Why Our Roads Are In Such A Mess

April

8

5 comments

We hope our local Conservatives are embarrassed by the figures below. They darn well ought to be.
This is a league table of the money spent on pothole repairs by Essex County Council by district or borough over the last three financial years:

Braintree:- ?3,570,000
Colchester:- ?3,230,000
Uttlesford:- ?3,100,000
Chelmsford:- ? 2,710,000
Tendring:- ?2,590,000
Epping:- ?2,570,000
Basildon:- ?1,910,000
Maldon:- ?1,890,000
Brentwood:- ?1,440,000
Castle Point:- ? 978,000
Rochford:- ? 920,000
Harlow:- ? 767,000
A127:- ? 605,000

Total ?7.888 million

 

Or to put it another way: on average, the County Council has only been spending ?3.68 a year on fixing our potholes for every man woman and child living in Rochford District. The same figure for Braintree is ?7.55. If Chris and Pam are elected in may we will be working very hard to improve this.

 

 

About the author, admin

  • Thanks for those statistics exactly what I thought ,and why I asked that question earlier .It is a disgrace that the whole of southern Essex is treated like this . It is unfortunate that there is a north south divide but it is so obviously biased towards the “safe County Seats ” in the rural areas .If people can be bothered to vote then we can make a difference and correct the imbalance .

  • My mum lives in Waltham Road so I use this road when visiting her. The state of it is depressing as it was repaired recently but is now in a worse state than it was before. Although the road is extremely low priority, because of the parking restrictions on all other roads running up to the station, it actually has quite a lot of through traffic on it which doesn’t seem to be taken into account. I can’t see it being repaired for years to come.

  • The dual carriageway from the A127 slip road to Carpenters Arms roundabout is one mass of potholes, cracked surface, etc. Cars are almost doing a slalom down there it’s got so bad. It’s not a question of reporting just one pot hole there, it’s the whole stretch of road. Needs complete resurfacing.

  • Christine; I noticed what you are saying on Monday and it appears that when the existing tarmac surface was laid the contractors placed a material membrane of some sort between the old road surface and the new one. This can be seen clearly around the periphery of each pothole and the depth of tarmac is probably no more than 25mm. My guess is that water has penetrated through the surface to this membrane and pooled. It has then frozen forcing the tarmac to lift. It looks like a cheap fix to me!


§ **Assignment**: Pull from the data below each line where the word "text" occurs, and copy it.

Items from a data source
*** Begin section ***
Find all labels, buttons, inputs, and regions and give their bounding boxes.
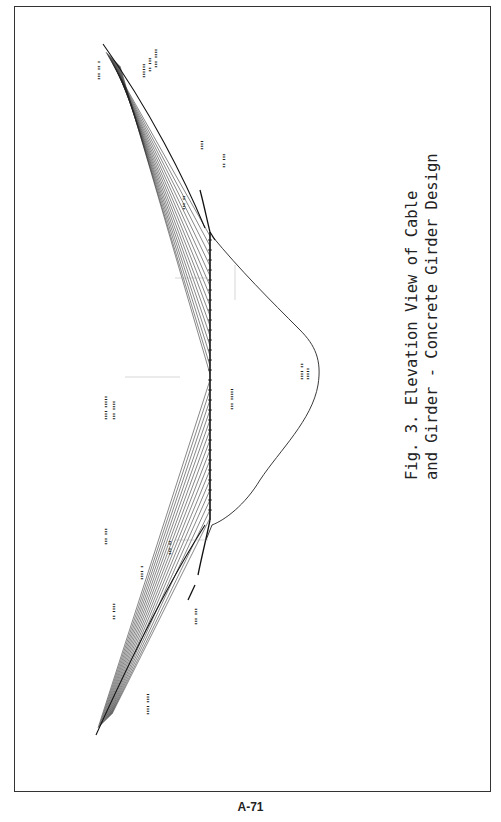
ground-profile	[206, 236, 319, 540]
dimension-leaders	[125, 265, 235, 540]
annotation-label: ▮▮▮ ▮▮ ▮	[97, 61, 102, 80]
annotation-label: ▮▮▮▮▮▮	[142, 64, 147, 78]
caption-line-2: and Girder - Concrete Girder Design	[422, 153, 442, 480]
annotation-label: ▮▮▮▮ ▮▮▮▮	[146, 693, 151, 715]
annotation-label: ▮▮▮▮▮	[306, 368, 311, 380]
annotation-label: ▮▮▮ ▮▮▮▮	[112, 401, 117, 420]
annotation-label: ▮▮▮ ▮▮▮	[104, 528, 109, 545]
annotation-label: ▮▮▮▮	[200, 140, 205, 150]
upper-cable-fan	[103, 44, 210, 374]
figure-caption: Fig. 3. Elevation View of Cable and Gird…	[402, 153, 442, 480]
page-number: A-71	[0, 800, 501, 814]
annotation-label: ▮▮▮ ▮▮▮	[194, 608, 199, 625]
annotation-label: ▮▮▮▮ ▮	[140, 566, 145, 580]
annotation-label: ▮▮▮ ▮▮	[168, 541, 173, 555]
girder-deck	[208, 232, 212, 520]
annotation-label: ▮▮▮ ▮▮	[182, 196, 187, 210]
annotation-label: ▮▮▮▮ ▮▮	[300, 363, 305, 380]
annotation-label: ▮▮ ▮▮▮	[222, 154, 227, 168]
annotation-label: ▮▮ ▮▮▮▮	[112, 603, 117, 620]
annotation-label: ▮▮ ▮▮▮	[148, 58, 153, 72]
lower-cable-fan	[96, 380, 210, 735]
annotation-label: ▮▮▮ ▮▮▮▮	[154, 49, 159, 68]
annotation-label: ▮▮▮ ▮▮▮▮▮	[230, 388, 235, 410]
caption-line-1: Fig. 3. Elevation View of Cable	[402, 153, 422, 480]
annotation-label: ▮▮▮▮ ▮▮▮▮▮	[104, 396, 109, 420]
upper-abutment	[200, 190, 215, 240]
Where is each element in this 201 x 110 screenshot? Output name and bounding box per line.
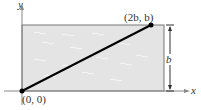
dimension-arrow-up-icon	[168, 26, 172, 31]
y-axis-label: y	[18, 0, 23, 10]
origin-label: (0, 0)	[22, 94, 46, 105]
point-2b-b-label: (2b, b)	[124, 12, 153, 23]
dimension-arrow-down-icon	[168, 85, 172, 90]
dimension-label: b	[165, 54, 173, 65]
x-axis-arrow-icon	[184, 89, 190, 93]
point-2b-b	[149, 23, 154, 28]
x-axis-label: x	[191, 85, 196, 96]
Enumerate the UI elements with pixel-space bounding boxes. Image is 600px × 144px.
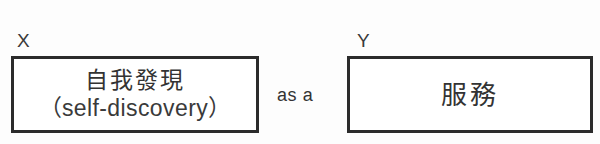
term-box-x-primary-text: 自我發現 (85, 67, 185, 94)
term-box-y: 服務 (347, 56, 593, 133)
connector-phrase-as-a: as a (277, 85, 313, 105)
diagram-canvas: X 自我發現 （self-discovery） as a Y 服務 (0, 0, 600, 144)
term-box-x: 自我發現 （self-discovery） (11, 56, 259, 133)
variable-label-y: Y (357, 31, 370, 50)
variable-label-x: X (17, 31, 30, 50)
term-box-y-primary-text: 服務 (441, 80, 499, 110)
term-box-x-secondary-text: （self-discovery） (39, 95, 232, 122)
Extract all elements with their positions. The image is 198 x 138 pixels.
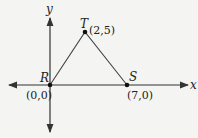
triangle-RTS: [50, 32, 127, 85]
label-T: T: [80, 17, 89, 31]
x-axis-label: x: [190, 78, 197, 92]
coord-S: (7,0): [127, 89, 153, 102]
coord-R: (0,0): [26, 89, 52, 102]
coordinate-diagram: y x T (2,5) R (0,0) S (7,0): [0, 0, 198, 138]
label-S: S: [129, 70, 137, 84]
y-axis-label: y: [45, 2, 53, 16]
coord-T: (2,5): [89, 24, 115, 37]
label-R: R: [39, 71, 49, 85]
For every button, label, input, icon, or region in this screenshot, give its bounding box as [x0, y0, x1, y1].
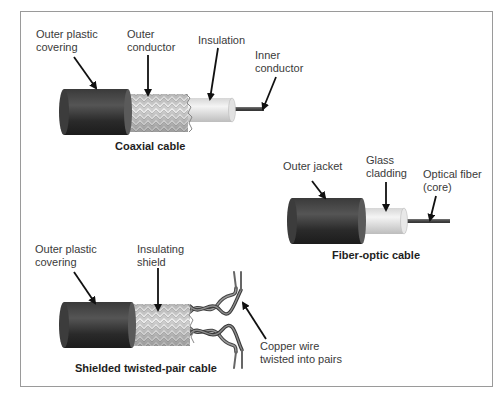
caption-coaxial: Coaxial cable	[115, 140, 185, 152]
outer-plastic-covering	[64, 302, 132, 348]
label-fiber-optical-core: Optical fiber (core)	[423, 168, 482, 194]
arrow-stp-copper-wire	[243, 303, 266, 339]
coaxial-cable	[59, 89, 264, 135]
caption-fiber-optic: Fiber-optic cable	[332, 249, 420, 261]
label-stp-outer-plastic: Outer plastic covering	[35, 243, 97, 269]
arrow-coax-insulation	[210, 48, 218, 99]
label-stp-insulating-shield: Insulating shield	[137, 243, 184, 269]
fiber-optic-cable	[287, 198, 450, 244]
arrow-fiber-optical-core	[430, 196, 436, 220]
insulation-cylinder	[188, 98, 232, 122]
label-coax-insulation: Insulation	[198, 34, 245, 47]
caption-stp: Shielded twisted-pair cable	[75, 362, 217, 374]
arrow-fiber-outer-jacket	[312, 181, 325, 198]
arrow-coax-inner-conductor	[263, 77, 276, 109]
inner-conductor-wire	[234, 107, 264, 111]
label-stp-copper-wire: Copper wire twisted into pairs	[260, 340, 342, 366]
cable-illustrations	[0, 0, 504, 398]
label-fiber-outer-jacket: Outer jacket	[283, 160, 342, 173]
twisted-pairs	[190, 272, 242, 368]
outer-jacket-cylinder	[292, 198, 362, 244]
arrow-coax-outer-plastic	[74, 57, 96, 88]
label-fiber-glass-cladding: Glass cladding	[366, 154, 407, 180]
arrow-stp-outer-plastic	[74, 272, 95, 303]
label-coax-inner-conductor: Inner conductor	[255, 49, 303, 75]
stp-cable	[59, 272, 242, 368]
outer-plastic-jacket	[64, 89, 128, 135]
optical-fiber-core	[404, 219, 450, 223]
glass-cladding-cylinder	[362, 208, 404, 234]
label-coax-outer-conductor: Outer conductor	[127, 28, 175, 54]
label-coax-outer-plastic: Outer plastic covering	[36, 28, 98, 54]
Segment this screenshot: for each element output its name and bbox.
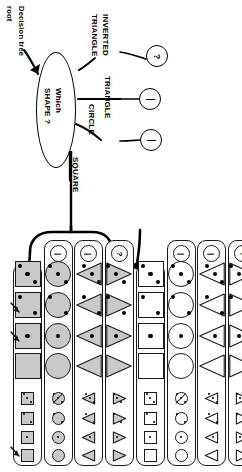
cell-pointer-arrows xyxy=(0,0,242,472)
figure-canvas: Decision tree root Which SHAPE ? INVERTE… xyxy=(0,0,242,472)
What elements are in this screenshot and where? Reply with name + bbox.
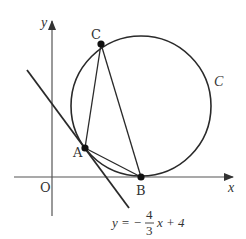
origin-label: O [40, 180, 51, 195]
point-a [81, 144, 88, 151]
segment-ca [85, 44, 101, 148]
segment-ab [85, 148, 141, 177]
segment-cb [101, 44, 141, 177]
equation-suffix: x + 4 [156, 215, 185, 230]
x-axis-label: x [227, 180, 235, 195]
point-c-label: C [91, 27, 101, 42]
point-b [137, 173, 144, 180]
y-axis-label: y [39, 15, 48, 30]
line-equation: y = − 4 3 x + 4 [110, 207, 185, 238]
equation-prefix: y = − [110, 215, 142, 230]
equation-numerator: 4 [146, 207, 153, 222]
point-b-label: B [136, 183, 146, 198]
point-a-label: A [72, 145, 83, 160]
equation-denominator: 3 [146, 223, 153, 238]
geometry-diagram: y x O A B C C y = − 4 3 x + 4 [0, 0, 246, 239]
circle-label: C [214, 74, 224, 89]
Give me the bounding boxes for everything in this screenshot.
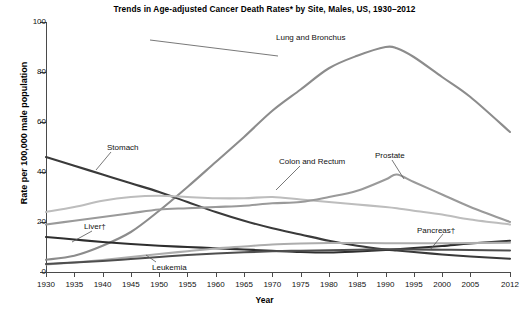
x-tick <box>131 272 132 277</box>
x-tick <box>272 272 273 277</box>
chart-title: Trends in Age-adjusted Cancer Death Rate… <box>0 4 529 14</box>
series-line-leukemia <box>46 249 510 264</box>
x-tick <box>74 272 75 277</box>
x-tick <box>414 272 415 277</box>
x-axis-label: Year <box>0 295 529 305</box>
y-tick-label-20: 20 <box>12 217 46 226</box>
y-tick-label-0: 0 <box>12 267 46 276</box>
series-label-liver: Liver† <box>84 222 106 231</box>
series-label-stomach: Stomach <box>107 143 139 152</box>
x-tick <box>510 272 511 277</box>
series-label-colon-and-rectum: Colon and Rectum <box>279 157 345 166</box>
x-tick <box>470 272 471 277</box>
series-label-lung-and-bronchus: Lung and Bronchus <box>276 33 345 42</box>
series-line-stomach <box>46 157 510 259</box>
annotation-leader <box>96 152 111 170</box>
x-tick-label-2012: 2012 <box>490 280 529 289</box>
x-tick-label-2005: 2005 <box>450 280 490 289</box>
series-label-leukemia: Leukemia <box>152 263 187 272</box>
y-tick-label-80: 80 <box>12 67 46 76</box>
annotation-leader <box>392 160 404 179</box>
x-tick <box>216 272 217 277</box>
x-tick <box>357 272 358 277</box>
chart-page: Trends in Age-adjusted Cancer Death Rate… <box>0 0 529 315</box>
series-layer <box>0 0 529 315</box>
x-tick <box>329 272 330 277</box>
y-tick-label-100: 100 <box>12 17 46 26</box>
x-tick <box>301 272 302 277</box>
annotation-leader <box>430 234 443 250</box>
x-tick <box>442 272 443 277</box>
series-line-liver <box>46 237 510 253</box>
x-tick <box>386 272 387 277</box>
annotation-leader <box>146 255 156 262</box>
x-tick <box>159 272 160 277</box>
x-tick <box>244 272 245 277</box>
y-tick-label-60: 60 <box>12 117 46 126</box>
annotation-leader <box>276 166 300 190</box>
x-tick <box>46 272 47 277</box>
series-label-pancreas: Pancreas† <box>417 226 455 235</box>
series-label-prostate: Prostate <box>375 151 405 160</box>
x-tick <box>187 272 188 277</box>
annotation-leader <box>72 231 92 242</box>
y-axis-ticks: 020406080100 <box>0 0 46 315</box>
series-line-pancreas <box>46 243 510 265</box>
y-tick-label-40: 40 <box>12 167 46 176</box>
series-line-prostate <box>46 174 510 224</box>
y-axis-line <box>46 22 47 273</box>
series-line-colon-and-rectum <box>46 196 510 225</box>
x-tick <box>103 272 104 277</box>
annotation-leader <box>150 40 278 56</box>
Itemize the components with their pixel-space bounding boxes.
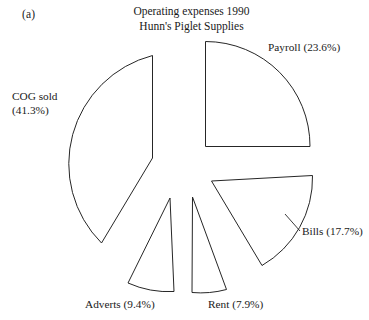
slice-label-cog-sold-line-1: COG sold — [12, 90, 58, 102]
pie-slice-bills[interactable] — [212, 176, 313, 266]
pie-slice-adverts[interactable] — [128, 198, 174, 292]
slice-label-bills-text: Bills (17.7%) — [302, 225, 363, 237]
slice-label-bills: Bills (17.7%) — [302, 224, 363, 238]
pie-slice-rent[interactable] — [192, 197, 227, 293]
slice-label-rent: Rent (7.9%) — [208, 297, 263, 311]
slice-label-adverts: Adverts (9.4%) — [85, 297, 155, 311]
slice-label-cog-sold-line-2: (41.3%) — [12, 103, 58, 117]
figure-root: (a) Operating expenses 1990 Hunn's Pigle… — [0, 0, 369, 320]
pie-slice-payroll[interactable] — [206, 42, 311, 147]
pie-slice-cog-sold[interactable] — [69, 56, 153, 244]
slice-label-adverts-text: Adverts (9.4%) — [85, 298, 155, 310]
slice-label-payroll-text: Payroll (23.6%) — [268, 41, 340, 53]
slice-label-cog-sold: COG sold (41.3%) — [12, 89, 58, 117]
slice-label-payroll: Payroll (23.6%) — [268, 40, 340, 54]
slice-label-rent-text: Rent (7.9%) — [208, 298, 263, 310]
*** End section ***
§ **Response**:
term-box-x-primary-text: 自我發現 (85, 67, 185, 94)
term-box-y-primary-text: 服務 (441, 80, 499, 110)
term-box-x-secondary-text: （self-discovery） (39, 95, 232, 122)
slice-label-bills-text: Bills (17.7%) — [302, 225, 363, 237]
slice-label-adverts-text: Adverts (9.4%) — [85, 298, 155, 310]
slice-label-payroll-text: Payroll (23.6%) — [268, 41, 340, 53]
slice-label-rent-text: Rent (7.9%) — [208, 298, 263, 310]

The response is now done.